How to rotate a PDF (and have it actually stay rotated)
Why a PDF looks sideways, the difference between viewer rotation and real rotation, and how to fix the orientation permanently in your browser.
You open a PDF someone scanned and the whole thing is sideways — or worse, page 4 is upside down while the rest is fine. You tilt your head, read it anyway, and move on. Then you send it to someone else and they have to tilt their head too, because the rotation you did in your viewer didn't actually save. Rotating a PDF properly is easy; the trick is making the rotation stick.
Why PDFs end up sideways
It's almost always a scanner or a phone. A document fed into a scanner the "wrong" way, or a photo of a page taken in landscape, gets stored at whatever orientation the device captured — and the PDF faithfully preserves that. Sometimes every page is rotated the same way; sometimes a double-sided scan flips alternating pages, so you get a document where the odd pages are fine and the even ones are upside down.
The trap: viewing rotated vs. saving rotated
Here's the part that catches people. Most PDF viewers have a "rotate view" button — and it only rotates what you see, temporarily. Close the file and reopen it, and it's sideways again. Send it to someone else, and they get the original orientation. You rotated the window, not the document.
What you actually want is to rotate the pages and save the file, so the corrected orientation is baked in — right for you, right for whoever you send it to, right when it prints.
One page or all of them
The two common jobs:
- Rotate everything. The whole scan came in sideways — turn every page 90° and you're done.
- Rotate specific pages. Just page 4 is upside down, or the even pages flipped on a double-sided scan. You need to spin individual pages without disturbing the ones that are already correct.
The second is where a visual page grid earns its keep: you can see which pages are wrong and rotate exactly those, instead of applying one rotation to the whole document and breaking the pages that were fine.
Rotation comes in 90° steps — 90, 180, 270. Sideways needs one 90° turn (clockwise or counter-clockwise depending on which way it's lying); upside down needs 180°. If you're not sure which way, a preview that updates as you rotate beats guessing.
Without uploading the document
As with anything PDF, the document is often something you'd rather not hand to a stranger's server — a scanned ID, a signed form, a statement. There's no need to: a browser can rewrite the page rotations locally.
Primova's PDF Rotator shows every page as a thumbnail, lets you rotate all of them at once or just the ones that are wrong, and saves the rotation permanently into a new file — all in your browser, nothing uploaded. The output keeps the original quality; it's only changing orientation, not re-rendering your pages.
Fix that sideways scan once, properly, so nobody downstream has to tilt their head: PDF Rotator.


* Problem details *
An exact reproduction of all the data is needed, with no images in it.

* Items from a figure collection *
▼
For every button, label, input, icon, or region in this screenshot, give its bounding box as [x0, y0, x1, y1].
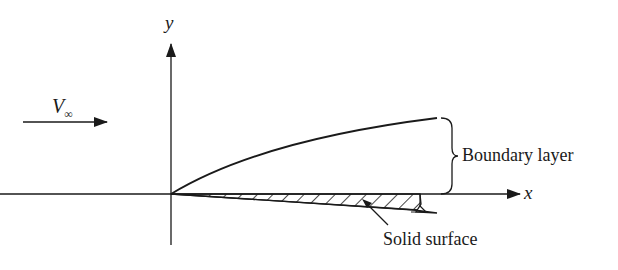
x-axis-label: x: [524, 182, 532, 204]
freestream-subscript: ∞: [64, 107, 73, 121]
y-axis-label: y: [165, 12, 173, 34]
boundary-layer-edge: [171, 118, 437, 194]
freestream-symbol: V: [52, 95, 64, 117]
boundary-layer-brace: [441, 118, 458, 194]
freestream-label: V∞: [52, 95, 73, 122]
boundary-layer-label: Boundary layer: [462, 145, 573, 166]
solid-surface-label: Solid surface: [383, 229, 477, 250]
boundary-layer-diagram: [0, 0, 618, 270]
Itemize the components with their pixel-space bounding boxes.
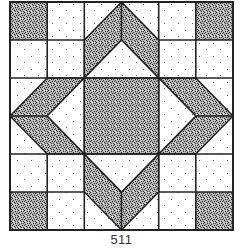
center-square (84, 78, 158, 154)
figure-caption: 511 (0, 232, 243, 247)
corner-square-top-right (196, 2, 233, 40)
corner-square-bottom-left (10, 192, 47, 230)
corner-square-bottom-right (196, 192, 233, 230)
corner-square-top-left (10, 2, 47, 40)
quilt-block-diagram (0, 0, 243, 232)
▲
* Solution *
For every button, label, input, icon, or region in this screenshot, give its bounding box as [x0, y0, x1, y1].
x-axis-label: x: [524, 182, 532, 204]
freestream-subscript: ∞: [64, 107, 73, 121]
y-axis-label: y: [165, 12, 173, 34]
boundary-layer-edge: [171, 118, 437, 194]
freestream-symbol: V: [52, 95, 64, 117]
boundary-layer-brace: [441, 118, 458, 194]
freestream-label: V∞: [52, 95, 73, 122]
boundary-layer-label: Boundary layer: [462, 145, 573, 166]
solid-surface-label: Solid surface: [383, 229, 477, 250]
boundary-layer-diagram: [0, 0, 618, 270]
Itemize the components with their pixel-space bounding boxes.
center-square (84, 78, 158, 154)
figure-caption: 511 (0, 232, 243, 247)
corner-square-top-right (196, 2, 233, 40)
corner-square-bottom-left (10, 192, 47, 230)
corner-square-bottom-right (196, 192, 233, 230)
corner-square-top-left (10, 2, 47, 40)
quilt-block-diagram (0, 0, 243, 232)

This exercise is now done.